An undergraduate degree in linguistics is applicable to numerous career fields.
Through the curriculum in the linguistics major at UC Davis, students gain valuable intellectual skills, including analytical reasoning, critical thinking, and the ability to articulate their ideas expressively and persuasively. Students learn to formulate valid hypotheses, construct arguments, draw conclusions, and communicate their findings, as the Linguistic Society of America describes. Study of linguistics, therefore, is excellent preparation for a variety of graduate-level and professional programs and careers.
CAREER OPPORTUNITIES FOR LINGUISTICS MAJORS
The Linguistic Society of America lists numerous potential career paths for students with a formal background in linguistics:
- Lexicography: Linguistic consultants work on the advisory panels of dictionary publishers. Lexicographers must possess knowledge of phonology, morphology, historical linguistics, dialectology, and sociolinguistics.
- Publishing: Linguists can find work in the publishing industry, as technical writers or journalists. The verbal skills that linguists develop are ideal for positions in writing, editing, and publishing.

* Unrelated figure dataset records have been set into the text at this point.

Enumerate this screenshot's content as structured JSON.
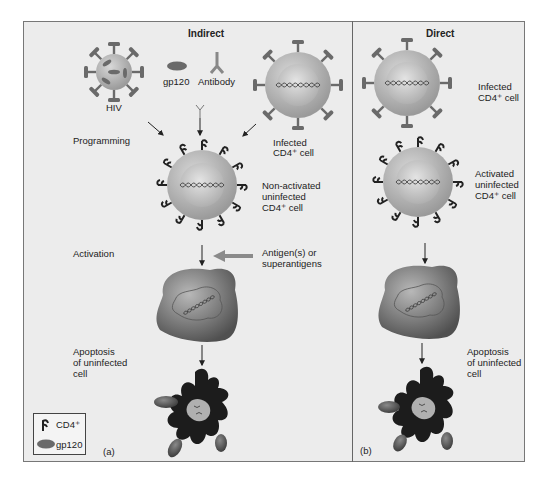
{
  "panels": {
    "indirect": {
      "title": "Indirect",
      "panel_label": "(a)",
      "labels": {
        "hiv": "HIV",
        "gp120": "gp120",
        "antibody": "Antibody",
        "infected_cell": [
          "Infected",
          "CD4⁺ cell"
        ],
        "programming": "Programming",
        "non_activated": [
          "Non-activated",
          "uninfected",
          "CD4⁺ cell"
        ],
        "activation": "Activation",
        "antigens": [
          "Antigen(s) or",
          "superantigens"
        ],
        "apoptosis": [
          "Apoptosis",
          "of uninfected",
          "cell"
        ]
      }
    },
    "direct": {
      "title": "Direct",
      "panel_label": "(b)",
      "labels": {
        "infected_cell": [
          "Infected",
          "CD4⁺ cell"
        ],
        "activated": [
          "Activated",
          "uninfected",
          "CD4⁺ cell"
        ],
        "apoptosis": [
          "Apoptosis",
          "of uninfected",
          "cell"
        ]
      }
    }
  },
  "legend": {
    "items": [
      {
        "icon": "cd4-receptor-icon",
        "label": "CD4⁺"
      },
      {
        "icon": "gp120-icon",
        "label": "gp120"
      }
    ]
  },
  "colors": {
    "background": "#ececec",
    "cell_outer": "#b4b4b4",
    "cell_nucleus": "#cfcfcf",
    "gp120": "#6a6a6a",
    "receptor": "#2a2a2a",
    "dark_cell": "#555555",
    "apoptotic": "#1c1c1c"
  }
}
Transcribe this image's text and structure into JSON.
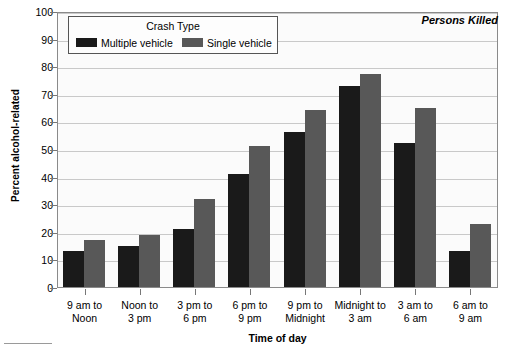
{
  "chart_data": {
    "type": "bar",
    "title": "",
    "annotation": "Persons Killed",
    "xlabel": "Time of day",
    "ylabel": "Percent alcohol-related",
    "ylim": [
      0,
      100
    ],
    "ytick_step": 10,
    "grid": true,
    "legend_title": "Crash Type",
    "legend_position": "top-left-inside",
    "categories": [
      "9 am to\nNoon",
      "Noon to\n3 pm",
      "3 pm to\n6 pm",
      "6 pm to\n9 pm",
      "9 pm to\nMidnight",
      "Midnight to\n3 am",
      "3 am to\n6 am",
      "6 am to\n9 am"
    ],
    "category_lines": [
      [
        "9 am to",
        "Noon"
      ],
      [
        "Noon to",
        "3 pm"
      ],
      [
        "3 pm to",
        "6 pm"
      ],
      [
        "6 pm to",
        "9 pm"
      ],
      [
        "9 pm to",
        "Midnight"
      ],
      [
        "Midnight to",
        "3 am"
      ],
      [
        "3 am to",
        "6 am"
      ],
      [
        "6 am to",
        "9 am"
      ]
    ],
    "yticks": [
      0,
      10,
      20,
      30,
      40,
      50,
      60,
      70,
      80,
      90,
      100
    ],
    "series": [
      {
        "name": "Multiple vehicle",
        "color": "#1a1a1a",
        "values": [
          13,
          15,
          21,
          41,
          56,
          73,
          52,
          13
        ]
      },
      {
        "name": "Single vehicle",
        "color": "#585858",
        "values": [
          17,
          19,
          32,
          51,
          64,
          77,
          65,
          23
        ]
      }
    ]
  },
  "colors": {
    "multiple_vehicle": "#1a1a1a",
    "single_vehicle": "#585858",
    "plot_background": "#fbfbfb",
    "gridline": "#c9c9c9",
    "frame": "#8a8a8a"
  }
}
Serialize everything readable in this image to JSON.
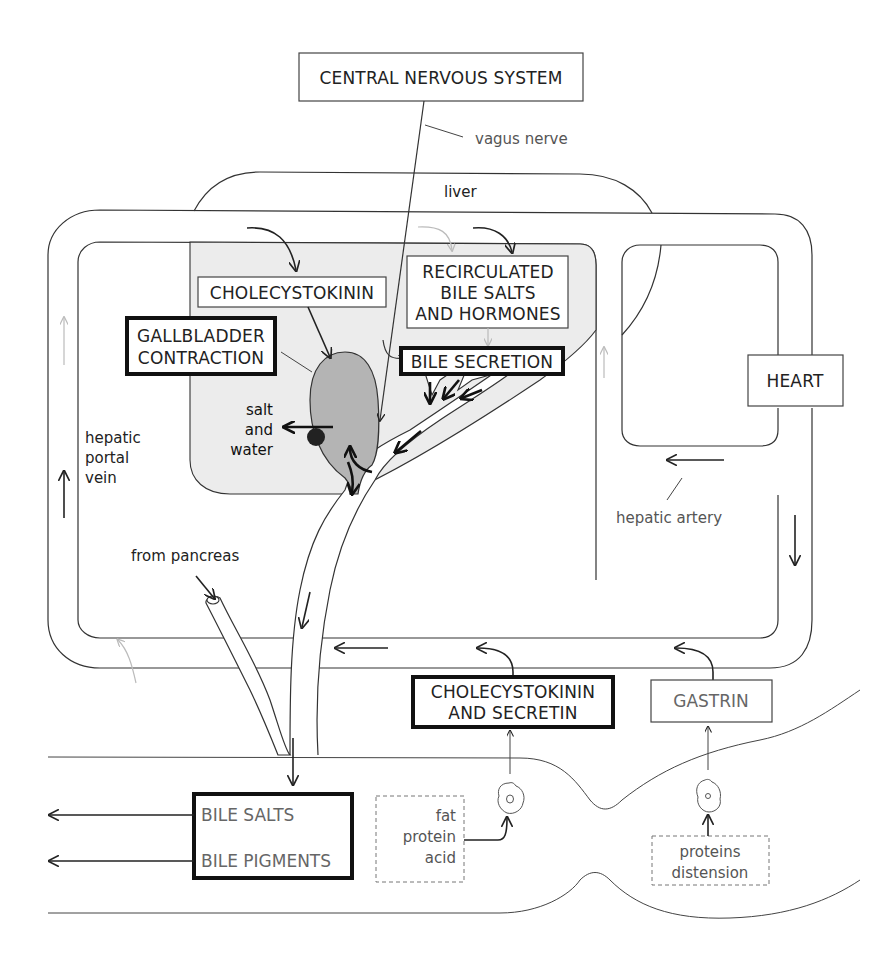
{
  "diagram": {
    "boxes": {
      "cns": "CENTRAL NERVOUS SYSTEM",
      "cholecystokinin": "CHOLECYSTOKININ",
      "recirculated_line1": "RECIRCULATED",
      "recirculated_line2": "BILE SALTS",
      "recirculated_line3": "AND HORMONES",
      "gallbladder_line1": "GALLBLADDER",
      "gallbladder_line2": "CONTRACTION",
      "bile_secretion": "BILE SECRETION",
      "heart": "HEART",
      "cck_secretin_line1": "CHOLECYSTOKININ",
      "cck_secretin_line2": "AND SECRETIN",
      "gastrin": "GASTRIN",
      "bile_salts": "BILE SALTS",
      "bile_pigments": "BILE PIGMENTS",
      "stim_fat": "fat",
      "stim_protein": "protein",
      "stim_acid": "acid",
      "stim_proteins": "proteins",
      "stim_distension": "distension"
    },
    "labels": {
      "vagus_nerve": "vagus nerve",
      "liver": "liver",
      "salt": "salt",
      "and": "and",
      "water": "water",
      "hepatic": "hepatic",
      "portal": "portal",
      "vein": "vein",
      "hepatic_artery": "hepatic artery",
      "from_pancreas": "from pancreas"
    },
    "colors": {
      "gallbladder_fill": "#b4b4b4",
      "liver_fill": "#ececec",
      "stroke": "#333333"
    }
  }
}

- Information Technology: Training in linguistics can enable you to develop expertise in speech recognition, text-to-speech synthesis, artificial intelligence, natural language processing, and computer-mediated language learning.
- Test Design: Linguists can work for testing agencies, where they prepare and evaluate standardized exams and conduct research on assessment issues.

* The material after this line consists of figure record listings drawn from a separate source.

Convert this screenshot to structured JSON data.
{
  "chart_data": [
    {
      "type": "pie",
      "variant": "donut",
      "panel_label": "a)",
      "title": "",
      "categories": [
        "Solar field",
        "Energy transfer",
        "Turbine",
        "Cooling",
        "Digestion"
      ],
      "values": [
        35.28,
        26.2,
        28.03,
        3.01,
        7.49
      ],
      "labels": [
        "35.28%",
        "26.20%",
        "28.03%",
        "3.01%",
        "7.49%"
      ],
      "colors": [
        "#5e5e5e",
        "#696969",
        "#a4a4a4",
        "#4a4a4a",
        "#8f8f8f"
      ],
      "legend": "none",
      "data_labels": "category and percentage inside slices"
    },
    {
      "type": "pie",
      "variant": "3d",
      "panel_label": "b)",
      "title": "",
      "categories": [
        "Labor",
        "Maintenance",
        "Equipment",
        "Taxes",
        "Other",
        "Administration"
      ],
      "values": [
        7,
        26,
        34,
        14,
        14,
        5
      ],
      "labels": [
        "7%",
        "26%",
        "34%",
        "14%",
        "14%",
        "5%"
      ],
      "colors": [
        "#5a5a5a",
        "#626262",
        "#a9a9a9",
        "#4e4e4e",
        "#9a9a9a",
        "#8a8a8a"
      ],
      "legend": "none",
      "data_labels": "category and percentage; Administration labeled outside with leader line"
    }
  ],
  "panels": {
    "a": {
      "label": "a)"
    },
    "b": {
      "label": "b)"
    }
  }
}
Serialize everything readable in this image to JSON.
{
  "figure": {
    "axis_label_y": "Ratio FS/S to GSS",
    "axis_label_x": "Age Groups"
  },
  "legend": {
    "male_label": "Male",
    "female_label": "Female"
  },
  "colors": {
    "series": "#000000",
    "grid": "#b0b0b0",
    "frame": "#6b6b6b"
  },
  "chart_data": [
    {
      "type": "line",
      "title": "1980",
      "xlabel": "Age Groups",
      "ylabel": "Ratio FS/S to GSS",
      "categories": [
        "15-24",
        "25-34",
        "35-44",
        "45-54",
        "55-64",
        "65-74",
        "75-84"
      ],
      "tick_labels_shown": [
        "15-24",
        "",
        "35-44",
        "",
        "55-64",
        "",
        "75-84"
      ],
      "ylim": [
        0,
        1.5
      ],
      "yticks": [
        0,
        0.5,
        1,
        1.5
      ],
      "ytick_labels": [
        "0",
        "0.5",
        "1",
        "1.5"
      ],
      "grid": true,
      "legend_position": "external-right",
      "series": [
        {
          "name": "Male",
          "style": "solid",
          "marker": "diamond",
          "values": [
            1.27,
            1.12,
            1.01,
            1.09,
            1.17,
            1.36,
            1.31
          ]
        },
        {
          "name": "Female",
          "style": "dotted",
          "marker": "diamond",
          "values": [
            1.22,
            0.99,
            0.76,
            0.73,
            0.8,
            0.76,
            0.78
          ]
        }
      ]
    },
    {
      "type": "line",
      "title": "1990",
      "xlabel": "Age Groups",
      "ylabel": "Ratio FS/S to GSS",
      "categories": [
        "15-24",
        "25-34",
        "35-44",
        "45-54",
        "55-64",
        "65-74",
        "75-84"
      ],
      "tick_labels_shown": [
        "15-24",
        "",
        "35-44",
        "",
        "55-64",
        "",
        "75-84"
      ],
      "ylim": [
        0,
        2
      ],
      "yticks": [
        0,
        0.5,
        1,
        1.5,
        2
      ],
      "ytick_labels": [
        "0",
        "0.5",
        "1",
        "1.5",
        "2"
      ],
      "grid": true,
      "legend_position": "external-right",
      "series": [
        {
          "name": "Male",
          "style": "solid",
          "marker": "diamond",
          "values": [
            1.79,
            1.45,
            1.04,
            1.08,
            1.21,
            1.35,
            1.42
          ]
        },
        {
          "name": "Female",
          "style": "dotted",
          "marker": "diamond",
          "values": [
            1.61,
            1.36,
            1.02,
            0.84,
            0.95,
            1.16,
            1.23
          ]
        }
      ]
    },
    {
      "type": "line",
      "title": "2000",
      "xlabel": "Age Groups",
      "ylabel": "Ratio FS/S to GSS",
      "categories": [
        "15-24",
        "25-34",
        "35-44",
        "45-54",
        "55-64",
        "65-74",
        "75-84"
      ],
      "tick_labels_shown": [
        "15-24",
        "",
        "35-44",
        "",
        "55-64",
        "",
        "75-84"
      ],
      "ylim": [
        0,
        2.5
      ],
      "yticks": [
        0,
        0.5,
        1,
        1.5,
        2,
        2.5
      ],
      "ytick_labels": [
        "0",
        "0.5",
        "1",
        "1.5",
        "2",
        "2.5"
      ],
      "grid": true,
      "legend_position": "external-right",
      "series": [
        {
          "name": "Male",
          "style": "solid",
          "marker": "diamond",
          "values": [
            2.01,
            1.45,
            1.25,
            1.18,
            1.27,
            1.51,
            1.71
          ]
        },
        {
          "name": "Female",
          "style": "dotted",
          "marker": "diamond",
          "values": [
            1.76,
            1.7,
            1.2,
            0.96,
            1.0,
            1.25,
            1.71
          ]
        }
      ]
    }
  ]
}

- Linguistic Consulting: Become a language consultant, offering expertise for professionals in law or medicine. The subfield of forensic linguistics involves studying the language of legal texts, linguistic aspects of evidence, issues of voice identification, and other areas of specialization. Law enforcement agencies, including the FBI and municipal police departments, law firms, and the courts hire linguists for these purposes.
- Government Service: The federal government hires linguists for the Foreign Service, the FBI, the National Security Agency (NSA), the Central Intelligence Agency (CIA), the Department of Defense, the Department of Education, and other federal and state agencies.
- Translation and Interpreting: Skilled translators and interpreters are needed everywhere, from government to hospitals to courts of law. For this line of work, a high level of proficiency in the syntax and subtleties of multiple languages is necessary, for which the study of linguistics provides a foundation.
- Language Documentation and Fieldwork: Some agencies and institutes seek linguists to work with language consultants in order to document, analyze, and preserve languages (many of which are endangered). Some organizations engage in language-related fieldwork, conducting language surveys, establishing literacy programs, and translating documents of cultural heritage.
- Advertising and Marketing: Some advertising agencies and the marketing arms of corporations commission extensive, sophisticated linguistic research on the associations that people make with particular sounds and classes of sounds, and the kind of wording that would appeal to potential consumers.
Explore the "placements" page of our Graduate Program to see the divergent, fascinating career paths that some of our alumni have followed.